Migrating across linguistic and cultural borders means the translated text faces the same challenges as the migrant person in a new land: lack of belonging, pressure to assimilate, threats of erasure. Depending on where the text is migrating from, it may find it easier to enter, easier to blend in. Other texts are held at the border and forced to prove their worth.
The anglophone literary translation border force are the gatekeepers of the industry, deciding which texts, which translators make it through. They define the scope of a “good” text, what will “work” in translation, what will sell, in whose English. They define the reader. They interrogate the text at the border. And, as translators, we are often made to choose between internalizing the gatekeepers’ terms and conditions, and sending the text “back home”.

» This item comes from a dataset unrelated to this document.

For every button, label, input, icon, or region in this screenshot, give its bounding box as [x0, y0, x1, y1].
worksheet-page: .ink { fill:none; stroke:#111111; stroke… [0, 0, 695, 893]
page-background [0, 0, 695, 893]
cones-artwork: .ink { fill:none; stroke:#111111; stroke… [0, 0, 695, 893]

I’ve been an immigrant my whole life, and I will often find myself listing reasons why I belong in this country as much as the next person. I go through the same mental process with literary translation. I tell myself I have to be better than or I won’t be allowed to stay, in the same way as immigrants are made to feel they have to be exceptional, either in terms of their skills or their suffering—otherwise, what are they doing here anyway?
The core readers that publishers cater for are as undemanding as they are risk averse. These are readers who want things to make sense, instead of wanting to make sense of things, who want to journey into another world that is identical to the one they have already imagined. Demands are made on behalf of these “core readers” with little interrogation of the underlying assumptions about who they are and which readers are being excluded as a result. There will always be a “for whom” question. Being conscious of the question and responding to it with intent, aware of how our choices include or exclude, will facilitate greater freedom in our craft.

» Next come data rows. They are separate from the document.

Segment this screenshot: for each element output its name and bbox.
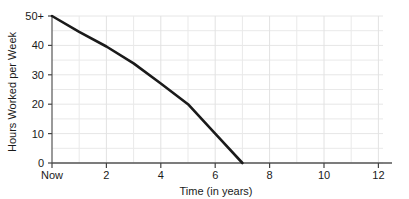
x-tick-label-now: Now	[41, 169, 63, 181]
y-tick-label-30: 30	[32, 69, 44, 81]
y-axis-title: Hours Worked per Week	[6, 31, 18, 152]
line-chart-plot: 0 10 20 30 40 50+ Now 2 4 6 8 10 12 Time…	[0, 0, 409, 199]
y-tick-label-20: 20	[32, 98, 44, 110]
x-tick-label-4: 4	[158, 169, 164, 181]
chart-figure: 0 10 20 30 40 50+ Now 2 4 6 8 10 12 Time…	[0, 0, 409, 199]
x-tick-label-12: 12	[372, 169, 384, 181]
x-tick-label-2: 2	[103, 169, 109, 181]
x-tick-label-10: 10	[318, 169, 330, 181]
x-tick-label-6: 6	[212, 169, 218, 181]
x-tick-label-8: 8	[267, 169, 273, 181]
y-tick-label-40: 40	[32, 39, 44, 51]
y-tick-label-50-plus: 50+	[25, 10, 44, 22]
x-axis-ticks	[52, 163, 378, 168]
y-tick-label-0: 0	[38, 157, 44, 169]
x-axis-title: Time (in years)	[180, 185, 253, 197]
y-tick-label-10: 10	[32, 128, 44, 140]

I can’t imagine that many of the white translators I know feel the same debt to the source language, the same desire to do it justice. Because that indebtedness comes, I think, from my own experiences of having my English(es) mocked, disparaged, invaded, misappropriated, co-opted, used for personal gain, and stamped out. I do not want to reenact that violence on another language.
When translation is done well, daringly, it can broaden perspectives, shift paradigms, challenge assumptions. But it doesn’t carry inherent value in its own right. An ethical approach to translation requires understanding enough about linguistic power hierarchies to take chances on destabilizing dominant forms of English, and deny them the unquestioned privilege of making the whole world in their image.

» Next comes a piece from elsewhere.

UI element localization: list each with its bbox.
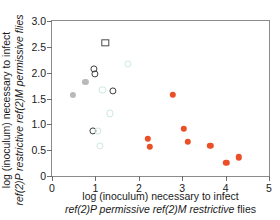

I am fascinated by the ability of translation to inform, add to, and expand the target language. In my translation practice, I try to work towards ways of translating that push against the Western gaze and decolonize translation practices.
The tendency to view otherness as a challenge or a threat, to be neutralized with “fluent” translation, rests on the many assumptions about who translates literature and for whom, and enables those assumptions to seep into every aspect of the translation experience. A more “diverse” translation cadre will not seamlessly lead to a more diverse translation practice. Not while translators are measured by their ability to fall in line with a fluency imperative that implicitly privileges the dominant language. Only when we shine the light on the power dynamics inherent in the way we are told to do translation, on what we get criticized or lauded for, will the private, complex, layered subjectivities of diverse translators find the space to flourish.